Bring me back my pulpit
When I was young I was mesmerised
by the huge and gigantic contours of our church. The church built during the
British Raj was a symbol of British pride and culture and had all the
engravings of a true British routine. Church music used to filter onto the outside
during morning mass and the organ player used to play hymns as a prelude to
morning mass.
As a child I would tug at the
coat tail of my dad and meekly follow him and my mom to church. As I grew
older, we were provided bicycles to pedal all the way to church. So every
Sunday morning we would be in our Sunday best and cycle all the way to the
church a distance of around 4 to 5 kms. Special care was taken to fix a
stretchable ring at the bell bottom of our full pants so that the edge did not
get entangled to the bicycle chain.
Once in church, the majesty and
magnanimity of the place overtook us and as kids we were more engrossed in the
vastness than the moral that resounded out of the pulpit. Yes, the pulpit used
to be a round circled raised stand fixed in a place around some corner in such
a way that the preacher could be seen from all angles no matter where you found
a place in church or irrespective of the height and manner of the person
sitting in front.
Sunday after Sunday the preacher
would climb onto this circular raised formation and render his version of the
interpretation from the scripture. The pulpit was synonymous with teachings,
with wisdom being served, with sermons that had the power to even convert the
converted. We kids used to love the moment the preacher stepped into the
pulpit, because that gave us a chance to be seated and rest our weary legs.
In the old British made churches
it was always a formation made of stone, marble or such material till the
modern churches started to introduce the wood work that we see on the pulpits.
The sermons remained the same, always the word of God. As kids we often used to
wonder whether the clergy have been instructed not to smile. Such was the
deliverance that any meaningful message could only be delivered with a straight
face. It was unholy to crack a joke from the pulpit.
Times have changed, the preachers
have added humour to their discourse, congregations have started to debate the
sermons, and more attention is paid to the voice from the pulpit than the
hoarse sales call of vendors on the streets outside. Intermittent cry of a baby
is scorned upon, such is the meaning one tries to decipher from modern day
sermons. But even as all this was happening around us the pulpit remained the
same and stuck to its familiar position in church.
Modern day preachers have started
to be in the midst of the masses and therefore the pulpit has lost its sheen,
its importance. Like the great church buildings of Europe that are now being
lent out to malls and shop owners because of the stupendous rise in maintenance
and a correspondingly steep fall in the number of church goers, the focus of
attention has changed from the pulpit to the preacher. Nowadays preachers roam
around in front of the congregation to keep the attention of the congregation
going. Speeches and sermons are more gesticulate in substance helping to bring
out the chore of the message and preachers seem more animated while spreading
the word of God.
Has this brought about a change
in the position of the pulpit? I think so, because slowly but steadily preachers
prefer to discard the famous pulpit for even ground. No surprise then that last
Sunday I found my church pulpit missing and what stared me back was a blank
wall designed to match its twin on the other side, so much for the pulpit and
fond memories that surround it.
Don’t know if other emotional
strands in my church building will stay put, will they be able to stand the
test of time, or will the church turn out in the future to be a place as bland
as an ailing persons breakfast or still, are we on course to rent out our
majestic buildings for want of church goers attention? Only time will tell.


What to do
Go through the listing below and reproduce it word for word.

Materials provided
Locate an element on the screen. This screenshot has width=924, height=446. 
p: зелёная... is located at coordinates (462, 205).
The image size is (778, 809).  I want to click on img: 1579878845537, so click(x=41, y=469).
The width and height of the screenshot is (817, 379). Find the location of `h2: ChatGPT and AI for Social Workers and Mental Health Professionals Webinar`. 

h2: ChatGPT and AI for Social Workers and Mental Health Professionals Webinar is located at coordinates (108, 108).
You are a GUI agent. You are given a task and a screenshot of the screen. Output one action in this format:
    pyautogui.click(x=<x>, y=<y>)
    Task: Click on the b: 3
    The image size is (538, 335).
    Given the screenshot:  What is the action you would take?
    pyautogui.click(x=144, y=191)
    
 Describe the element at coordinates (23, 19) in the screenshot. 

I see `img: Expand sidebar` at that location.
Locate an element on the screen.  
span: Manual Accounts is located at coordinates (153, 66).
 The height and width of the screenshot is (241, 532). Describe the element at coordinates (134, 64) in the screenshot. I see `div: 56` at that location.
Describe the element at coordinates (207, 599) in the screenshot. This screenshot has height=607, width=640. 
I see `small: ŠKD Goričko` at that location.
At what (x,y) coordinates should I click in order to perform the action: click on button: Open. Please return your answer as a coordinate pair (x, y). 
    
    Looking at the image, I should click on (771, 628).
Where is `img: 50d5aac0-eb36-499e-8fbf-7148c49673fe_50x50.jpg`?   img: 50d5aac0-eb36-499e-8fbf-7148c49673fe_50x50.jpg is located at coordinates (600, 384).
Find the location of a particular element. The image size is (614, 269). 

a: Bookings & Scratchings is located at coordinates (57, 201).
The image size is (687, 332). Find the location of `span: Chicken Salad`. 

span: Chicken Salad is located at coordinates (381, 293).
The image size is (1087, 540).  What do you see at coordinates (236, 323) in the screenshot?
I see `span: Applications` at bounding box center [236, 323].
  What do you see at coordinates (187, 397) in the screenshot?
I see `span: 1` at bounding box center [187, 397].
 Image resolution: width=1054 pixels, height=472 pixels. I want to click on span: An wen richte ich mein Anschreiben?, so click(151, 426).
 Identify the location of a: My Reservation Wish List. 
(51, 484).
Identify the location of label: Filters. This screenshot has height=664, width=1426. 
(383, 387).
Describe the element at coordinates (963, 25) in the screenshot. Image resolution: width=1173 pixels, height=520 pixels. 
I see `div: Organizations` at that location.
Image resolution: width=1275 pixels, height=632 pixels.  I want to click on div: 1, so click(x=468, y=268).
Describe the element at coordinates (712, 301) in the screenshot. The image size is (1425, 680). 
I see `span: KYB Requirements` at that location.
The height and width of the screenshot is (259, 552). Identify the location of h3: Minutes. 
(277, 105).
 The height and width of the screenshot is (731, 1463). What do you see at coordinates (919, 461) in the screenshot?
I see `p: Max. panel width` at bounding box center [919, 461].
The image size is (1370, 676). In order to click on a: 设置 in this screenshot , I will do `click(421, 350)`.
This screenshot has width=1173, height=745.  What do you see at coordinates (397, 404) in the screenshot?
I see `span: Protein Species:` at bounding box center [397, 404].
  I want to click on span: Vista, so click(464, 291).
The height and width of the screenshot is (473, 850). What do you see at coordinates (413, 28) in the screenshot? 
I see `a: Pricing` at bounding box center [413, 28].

Reply
Locate an element on the screen. This screenshot has width=924, height=446. 
p: зелёная... is located at coordinates (462, 205).
The image size is (778, 809).  I want to click on img: 1579878845537, so click(x=41, y=469).
The width and height of the screenshot is (817, 379). Find the location of `h2: ChatGPT and AI for Social Workers and Mental Health Professionals Webinar`. 

h2: ChatGPT and AI for Social Workers and Mental Health Professionals Webinar is located at coordinates (108, 108).
You are a GUI agent. You are given a task and a screenshot of the screen. Output one action in this format:
    pyautogui.click(x=<x>, y=<y>)
    Task: Click on the b: 3
    The image size is (538, 335).
    Given the screenshot:  What is the action you would take?
    pyautogui.click(x=144, y=191)
    
 Describe the element at coordinates (23, 19) in the screenshot. 

I see `img: Expand sidebar` at that location.
Locate an element on the screen.  
span: Manual Accounts is located at coordinates (153, 66).
 The height and width of the screenshot is (241, 532). Describe the element at coordinates (134, 64) in the screenshot. I see `div: 56` at that location.
Describe the element at coordinates (207, 599) in the screenshot. This screenshot has height=607, width=640. 
I see `small: ŠKD Goričko` at that location.
At what (x,y) coordinates should I click in order to perform the action: click on button: Open. Please return your answer as a coordinate pair (x, y). 
    
    Looking at the image, I should click on (771, 628).
Where is `img: 50d5aac0-eb36-499e-8fbf-7148c49673fe_50x50.jpg`?   img: 50d5aac0-eb36-499e-8fbf-7148c49673fe_50x50.jpg is located at coordinates (600, 384).
Find the location of a particular element. The image size is (614, 269). 

a: Bookings & Scratchings is located at coordinates (57, 201).
The image size is (687, 332). Find the location of `span: Chicken Salad`. 

span: Chicken Salad is located at coordinates (381, 293).
The image size is (1087, 540).  What do you see at coordinates (236, 323) in the screenshot?
I see `span: Applications` at bounding box center [236, 323].
  What do you see at coordinates (187, 397) in the screenshot?
I see `span: 1` at bounding box center [187, 397].
 Image resolution: width=1054 pixels, height=472 pixels. I want to click on span: An wen richte ich mein Anschreiben?, so click(151, 426).
 Identify the location of a: My Reservation Wish List. 
(51, 484).
Identify the location of label: Filters. This screenshot has height=664, width=1426. 
(383, 387).
Describe the element at coordinates (963, 25) in the screenshot. Image resolution: width=1173 pixels, height=520 pixels. 
I see `div: Organizations` at that location.
Image resolution: width=1275 pixels, height=632 pixels.  I want to click on div: 1, so click(x=468, y=268).
Describe the element at coordinates (712, 301) in the screenshot. The image size is (1425, 680). 
I see `span: KYB Requirements` at that location.
The height and width of the screenshot is (259, 552). Identify the location of h3: Minutes. 
(277, 105).
 The height and width of the screenshot is (731, 1463). What do you see at coordinates (919, 461) in the screenshot?
I see `p: Max. panel width` at bounding box center [919, 461].
The image size is (1370, 676). In order to click on a: 设置 in this screenshot , I will do `click(421, 350)`.
This screenshot has width=1173, height=745.  What do you see at coordinates (397, 404) in the screenshot?
I see `span: Protein Species:` at bounding box center [397, 404].
  I want to click on span: Vista, so click(464, 291).
The height and width of the screenshot is (473, 850). What do you see at coordinates (413, 28) in the screenshot? 
I see `a: Pricing` at bounding box center [413, 28].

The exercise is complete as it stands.